Zombie Apocalypse? Oh, Well, It’s Not the End of the World

Jul 11, 2011 20:52

Everyone loves a good zombie apocalypse AU, right? Or story, if we’re talking origfic. After all, it’s a cool idea, inherently dramatic - our intrepid heroes trapped and desperate as they fight off hordes and hordes of monstrous, mindless, slavering, hungering, rotting mobile corpses -

Wait. Rewind that a bit. No, no, past there:

Rotting.

Okay, hold that thought. Now: how do you kill a zombie?

Answers vary - fire, various religious methods, cut off its head, et cetera. Most agree that the last works, though, or at the very least that caving in the brain will do it. No more brain equals no more zombie, just a lump of now-harmless flesh. (Yeah, don’t eat it, don’t go near it, but it won’t jump up and eat you anymore.)

Okay, now back up to that thought you’re holding. Zombies are rotting. All of them - including that very vital brain. Shambling around will most likely not slow down this process, and many forms of zombie apocalypse don’t re-animate the normally dead, which means that they won’t be embalmed. Sure, some variants of the virus that cause zombies to exist will also slow down decomposition, but they can only do so by so much. After all, they aren’t very good zombies if they aren’t rotting.

Say the embalmed come back to semi-life. Say the virus slows decomposition. Say the infection takes a while to spread around the globe. I’d still say that within ten years at the absolute outset - with a little luck, maybe within less than one -  every last zombie will have rotted to a pile of bones.

Survivors, the world is yours. And given that your apocalypse was zombies rather than bombs or war, then there’s probably a fair bit left - buildings, roads, cars, et cetera. Is society as we knew it going to be immediately restored? If we got the the apocalypse stage, then eh, probably not. Is the human race as a whole fucked? It depends on the numbers of survivors - I don’t know enough about genetics to say how many you’d need - but I’d put my money on a bounce-back, there. Even if not, said survivors might just have a decent while left to live and find each other, might even be happy. And the rest of our planet’s flora and fauna, well, according to the rules of most zombie viruses then they’re fine. (They kind of have to be - imagine if you had to worry about zombie bugs. Or even mice. You ever try to keep mice out of a
place when they really want to be in there?) Who knows, the bears or the dolphins might develop sentience.

I still don’t want to look out my window and see zombies, but I don’t think it would be the sign that it’s time for the species to throw in the towel.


* _Activity_
Read through the lines below and copy the ones holding the string "boxes".

····················

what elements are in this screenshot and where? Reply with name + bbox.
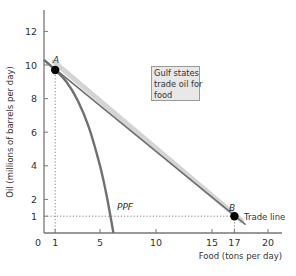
x-tick-label: 5 [97, 237, 103, 248]
y-tick-label: 8 [31, 93, 37, 104]
x-tick-label: 15 [206, 237, 218, 248]
callout-gulf-states: Gulf states trade oil for food [151, 66, 200, 101]
y-axis-title: Oil (millions of barrels per day) [5, 66, 15, 198]
y-tick-label: 6 [31, 127, 37, 138]
x-tick-label: 1 [52, 237, 58, 248]
callout-line-3: food [154, 90, 197, 101]
y-tick-label: 4 [31, 160, 37, 171]
axes [44, 10, 282, 233]
y-tick-label: 1 [31, 211, 37, 222]
x-tick-label: 0 [35, 237, 41, 248]
reference-lines [44, 70, 234, 233]
x-tick-label: 20 [262, 237, 274, 248]
point-a-marker [51, 66, 59, 74]
x-axis-title: Food (tons per day) [199, 251, 282, 261]
y-tick-label: 10 [25, 60, 37, 71]
trade-line-shadow [54, 62, 242, 221]
y-tick-label: 2 [31, 194, 37, 205]
callout-line-2: trade oil for [154, 79, 197, 90]
x-tick-label: 10 [150, 237, 162, 248]
ppf-label: PPF [117, 202, 134, 212]
trade-line-label: Trade line [243, 212, 285, 222]
x-tick-label: 17 [228, 237, 240, 248]
y-tick-label: 12 [25, 26, 37, 37]
callout-line-1: Gulf states [154, 68, 197, 79]
chart-canvas: 01510151720124681012 Oil (millions of ba… [0, 0, 296, 276]
point-a-label: A [52, 55, 59, 65]
point-b-label: B [229, 203, 235, 213]
trade-line [44, 60, 246, 225]
point-b-marker [230, 212, 238, 220]
series [44, 60, 246, 233]
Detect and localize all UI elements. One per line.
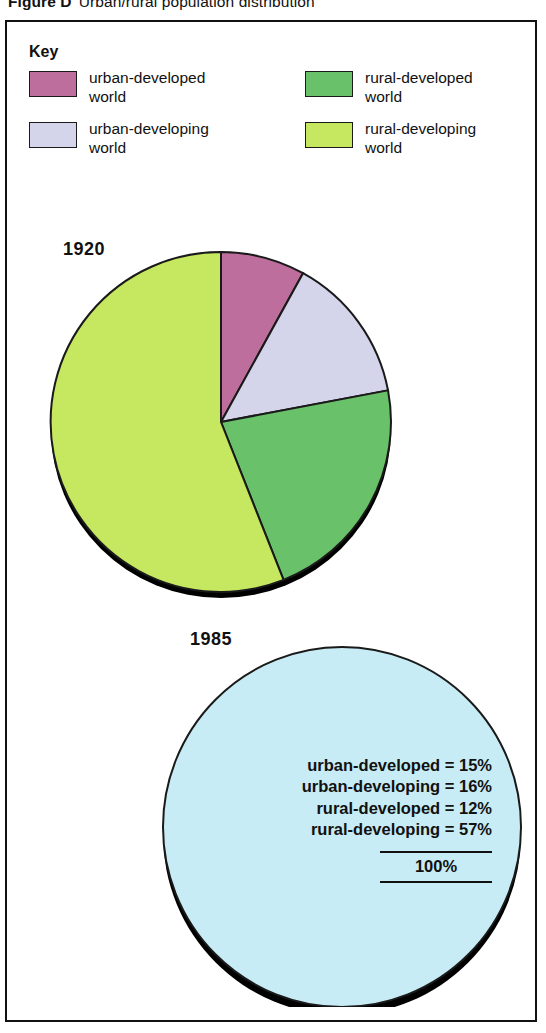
figure-caption: Figure DUrban/rural population distribut… <box>8 0 315 11</box>
circle-1985-year-label: 1985 <box>190 629 232 650</box>
figure-label: Figure D <box>8 0 72 10</box>
breakdown-row-rural-developing: rural-developing = 57% <box>197 819 492 840</box>
legend-grid: urban-developed world rural-developed wo… <box>29 69 519 173</box>
legend-swatch-rural-developing <box>305 122 353 148</box>
legend-label-rural-developed: rural-developed world <box>365 69 473 106</box>
total-value: 100% <box>380 853 492 881</box>
legend-item-rural-developing: rural-developing world <box>305 120 476 157</box>
key-legend: Key urban-developed world rural-develope… <box>29 44 519 173</box>
key-title: Key <box>29 44 519 60</box>
total-rule-bottom <box>380 881 492 883</box>
pie-chart-1920: 1920 <box>39 227 419 602</box>
legend-label-urban-developed: urban-developed world <box>89 69 205 106</box>
figure-title: Urban/rural population distribution <box>79 0 315 10</box>
breakdown-row-urban-developing: urban-developing = 16% <box>197 776 492 797</box>
legend-label-rural-developing: rural-developing world <box>365 120 476 157</box>
figure-frame: Key urban-developed world rural-develope… <box>5 20 537 1022</box>
legend-swatch-rural-developed <box>305 71 353 97</box>
legend-item-urban-developed: urban-developed world <box>29 69 205 106</box>
legend-swatch-urban-developing <box>29 122 77 148</box>
circle-1985: 1985 urban-developed = 15% urban-develop… <box>157 607 537 1007</box>
breakdown-list: urban-developed = 15% urban-developing =… <box>197 755 492 883</box>
legend-swatch-urban-developed <box>29 71 77 97</box>
total-block: 100% <box>380 851 492 883</box>
legend-label-urban-developing: urban-developing world <box>89 120 209 157</box>
pie-1920-graphic <box>39 227 419 602</box>
breakdown-row-rural-developed: rural-developed = 12% <box>197 798 492 819</box>
legend-item-rural-developed: rural-developed world <box>305 69 473 106</box>
breakdown-row-urban-developed: urban-developed = 15% <box>197 755 492 776</box>
legend-item-urban-developing: urban-developing world <box>29 120 209 157</box>
pie-1920-year-label: 1920 <box>63 239 105 260</box>
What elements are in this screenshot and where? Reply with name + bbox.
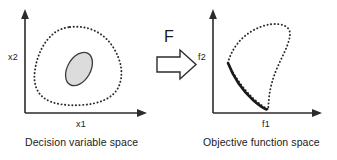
objective-region-dotted-lower [228,63,268,109]
mapping-operator-arrow [157,50,196,79]
left-y-axis-label: x2 [8,52,18,62]
right-x-axis-arrowhead [312,109,322,117]
figure-root: x2 x1 f2 f1 F Decision variable space Ob… [0,0,337,160]
right-panel-caption: Objective function space [203,136,320,148]
left-x-axis-label: x1 [76,119,86,129]
right-panel-axes [209,9,322,117]
pareto-set-ellipse [60,48,98,91]
objective-space-feasible-region [228,24,290,109]
right-block-arrow-icon [157,50,196,79]
pareto-optimal-front [228,63,267,110]
left-y-axis-arrowhead [21,9,29,19]
right-y-axis-arrowhead [209,9,217,19]
objective-region-dotted-upper [228,24,290,109]
right-y-axis-label: f2 [198,52,206,62]
pareto-optimal-set [60,48,98,91]
mapping-operator-label: F [164,28,174,46]
pareto-front-curve [228,63,267,110]
left-x-axis-arrowhead [137,109,147,117]
left-panel-caption: Decision variable space [25,136,138,148]
right-x-axis-label: f1 [262,119,270,129]
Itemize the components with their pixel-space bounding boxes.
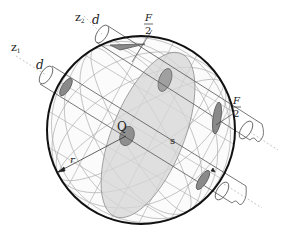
label-z1: z1: [11, 41, 21, 54]
label-force-top: F 2: [144, 12, 153, 36]
svg-text:F: F: [232, 95, 241, 106]
svg-text:2: 2: [233, 108, 239, 119]
label-d-z1: d: [36, 58, 44, 72]
sphere: [18, 5, 280, 234]
label-z2: z2: [75, 11, 85, 24]
sphere-cylinder-diagram: z1 d z2 d F 2 F 2 Q s r: [0, 0, 284, 234]
label-force-right: F 2: [232, 95, 241, 119]
label-s: s: [170, 135, 175, 146]
label-q: Q: [117, 120, 127, 134]
label-d-z2: d: [92, 13, 100, 27]
svg-text:F: F: [144, 12, 153, 23]
svg-text:2: 2: [145, 25, 151, 36]
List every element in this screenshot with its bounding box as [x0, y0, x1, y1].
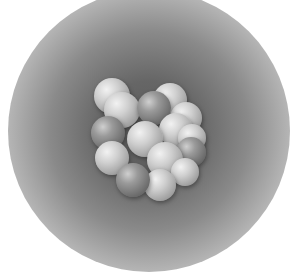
neutron-sphere: [116, 163, 150, 197]
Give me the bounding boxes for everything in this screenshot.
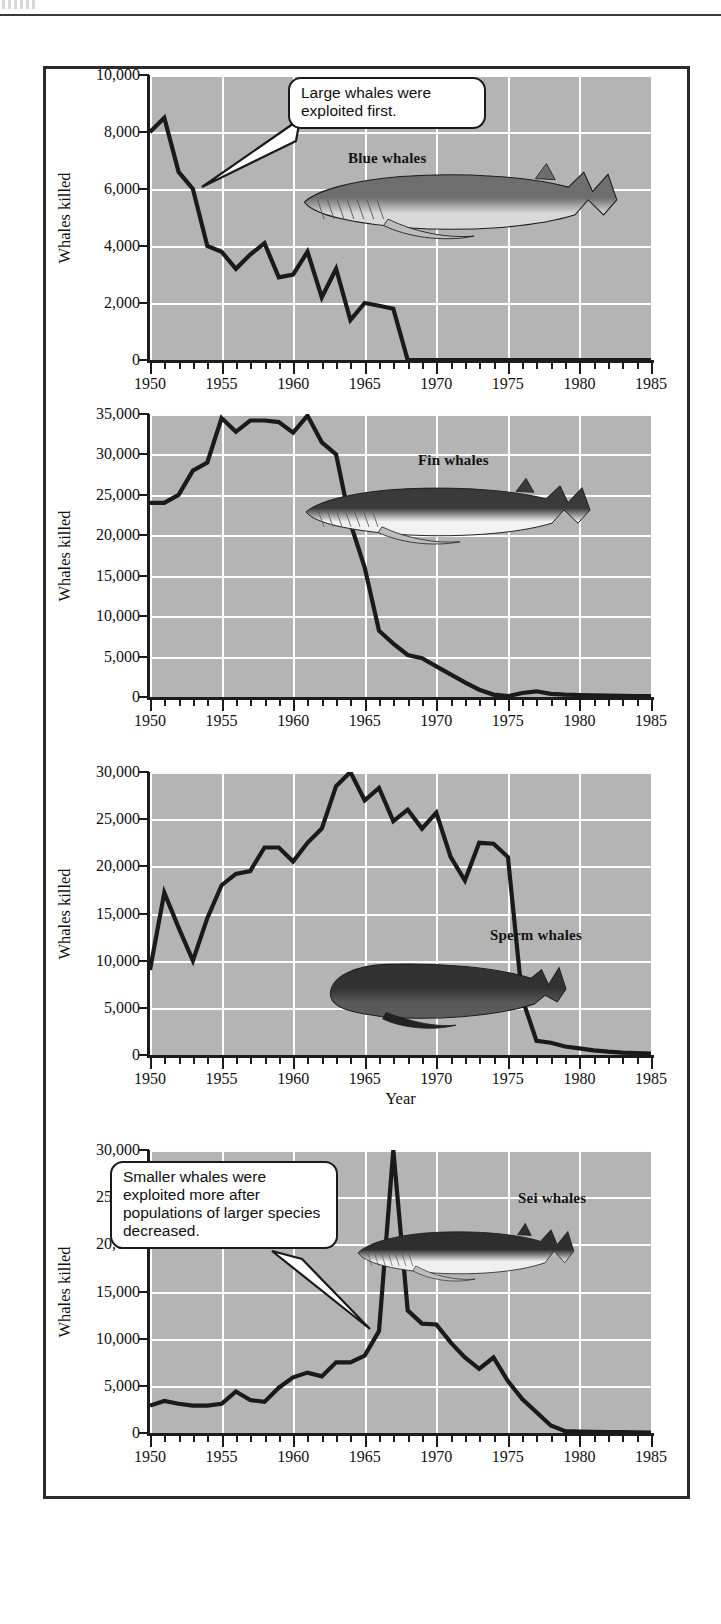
x-tick-mark-minor bbox=[307, 1436, 309, 1442]
y-tick-mark bbox=[139, 534, 149, 536]
x-tick-mark-minor bbox=[594, 700, 596, 706]
x-tick-mark-major bbox=[508, 363, 510, 374]
x-tick-mark-minor bbox=[422, 700, 424, 706]
x-tick-mark-minor bbox=[565, 1058, 567, 1064]
x-tick-mark-minor bbox=[179, 363, 181, 369]
x-tick-mark-minor bbox=[164, 1058, 166, 1064]
x-tick-label: 1970 bbox=[420, 375, 452, 393]
y-tick-label: 15,000 bbox=[96, 1283, 140, 1301]
x-tick-mark-minor bbox=[350, 1436, 352, 1442]
x-tick-mark-minor bbox=[608, 700, 610, 706]
x-tick-label: 1985 bbox=[635, 1448, 667, 1466]
callout-large-whales: Large whales were exploited first. bbox=[288, 77, 486, 129]
x-tick-mark-minor bbox=[551, 363, 553, 369]
y-tick-label: 5,000 bbox=[104, 648, 140, 666]
x-tick-mark-minor bbox=[193, 1436, 195, 1442]
x-tick-mark-minor bbox=[637, 363, 639, 369]
x-tick-mark-minor bbox=[479, 1436, 481, 1442]
y-axis-ticks: 05,00010,00015,00020,00025,00030,00035,0… bbox=[54, 414, 140, 697]
x-tick-label: 1975 bbox=[492, 712, 524, 730]
x-tick-mark-minor bbox=[465, 363, 467, 369]
x-tick-mark-minor bbox=[207, 700, 209, 706]
x-tick-mark-major bbox=[579, 1436, 581, 1447]
x-tick-mark-major bbox=[222, 700, 224, 711]
x-tick-mark-minor bbox=[536, 700, 538, 706]
x-tick-mark-major bbox=[579, 363, 581, 374]
callout-smaller-whales-tail bbox=[266, 1247, 386, 1339]
x-tick-mark-minor bbox=[479, 700, 481, 706]
y-tick-mark bbox=[139, 913, 149, 915]
x-tick-mark-major bbox=[365, 363, 367, 374]
x-tick-mark-minor bbox=[393, 363, 395, 369]
x-tick-mark-minor bbox=[279, 700, 281, 706]
x-tick-mark-minor bbox=[393, 1058, 395, 1064]
x-tick-mark-minor bbox=[465, 1058, 467, 1064]
x-tick-mark-major bbox=[150, 1058, 152, 1069]
y-tick-mark bbox=[139, 771, 149, 773]
x-tick-mark-minor bbox=[522, 1436, 524, 1442]
x-tick-mark-major bbox=[293, 1436, 295, 1447]
x-tick-mark-minor bbox=[565, 1436, 567, 1442]
y-tick-label: 25,000 bbox=[96, 486, 140, 504]
x-tick-mark-major bbox=[508, 700, 510, 711]
y-tick-label: 10,000 bbox=[96, 952, 140, 970]
x-tick-mark-minor bbox=[408, 1436, 410, 1442]
x-tick-mark-minor bbox=[322, 700, 324, 706]
x-tick-mark-minor bbox=[451, 1436, 453, 1442]
x-tick-mark-minor bbox=[494, 700, 496, 706]
x-tick-mark-major bbox=[222, 1058, 224, 1069]
x-tick-mark-minor bbox=[193, 1058, 195, 1064]
x-tick-mark-minor bbox=[608, 1436, 610, 1442]
x-tick-mark-minor bbox=[608, 1058, 610, 1064]
x-tick-mark-major bbox=[365, 700, 367, 711]
x-tick-mark-minor bbox=[193, 700, 195, 706]
x-tick-mark-minor bbox=[207, 363, 209, 369]
x-tick-mark-minor bbox=[565, 363, 567, 369]
x-tick-mark-minor bbox=[265, 363, 267, 369]
y-tick-label: 4,000 bbox=[104, 237, 140, 255]
x-tick-mark-minor bbox=[479, 363, 481, 369]
y-axis-line bbox=[147, 75, 150, 363]
x-tick-mark-minor bbox=[479, 1058, 481, 1064]
chart-panel-fin-whales: Whales killed05,00010,00015,00020,00025,… bbox=[46, 414, 693, 749]
page-top-rule bbox=[0, 14, 721, 16]
y-tick-label: 15,000 bbox=[96, 905, 140, 923]
x-tick-mark-major bbox=[436, 1436, 438, 1447]
y-tick-mark bbox=[139, 188, 149, 190]
x-tick-mark-major bbox=[365, 1058, 367, 1069]
x-tick-mark-minor bbox=[236, 1058, 238, 1064]
y-tick-label: 30,000 bbox=[96, 445, 140, 463]
x-tick-mark-minor bbox=[279, 1058, 281, 1064]
x-tick-mark-major bbox=[579, 1058, 581, 1069]
x-tick-mark-minor bbox=[265, 700, 267, 706]
x-tick-mark-minor bbox=[336, 700, 338, 706]
x-tick-mark-minor bbox=[637, 700, 639, 706]
x-tick-mark-major bbox=[150, 700, 152, 711]
x-tick-mark-minor bbox=[594, 363, 596, 369]
y-tick-label: 2,000 bbox=[104, 294, 140, 312]
y-tick-label: 5,000 bbox=[104, 999, 140, 1017]
x-tick-mark-minor bbox=[622, 700, 624, 706]
x-tick-label: 1985 bbox=[635, 375, 667, 393]
x-tick-label: 1950 bbox=[134, 712, 166, 730]
x-tick-mark-major bbox=[222, 363, 224, 374]
x-tick-mark-minor bbox=[179, 700, 181, 706]
x-tick-mark-minor bbox=[451, 1058, 453, 1064]
y-axis-line bbox=[147, 772, 150, 1058]
x-tick-label: 1955 bbox=[206, 712, 238, 730]
x-tick-mark-minor bbox=[265, 1436, 267, 1442]
x-tick-label: 1960 bbox=[277, 375, 309, 393]
x-tick-mark-minor bbox=[494, 1058, 496, 1064]
y-tick-label: 10,000 bbox=[96, 66, 140, 84]
y-tick-mark bbox=[139, 1291, 149, 1293]
x-tick-mark-minor bbox=[164, 1436, 166, 1442]
x-tick-mark-minor bbox=[179, 1436, 181, 1442]
x-tick-mark-major bbox=[222, 1436, 224, 1447]
species-label: Sei whales bbox=[518, 1190, 586, 1207]
x-tick-label: 1980 bbox=[563, 712, 595, 730]
x-tick-mark-minor bbox=[379, 700, 381, 706]
y-tick-mark bbox=[139, 960, 149, 962]
x-tick-label: 1970 bbox=[420, 712, 452, 730]
y-tick-mark bbox=[139, 453, 149, 455]
x-tick-mark-minor bbox=[637, 1058, 639, 1064]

····················

* _Result of this task_
Itemize the components with their pixel-space bounding boxes.
Give me the bounding boxes for everything in this screenshot.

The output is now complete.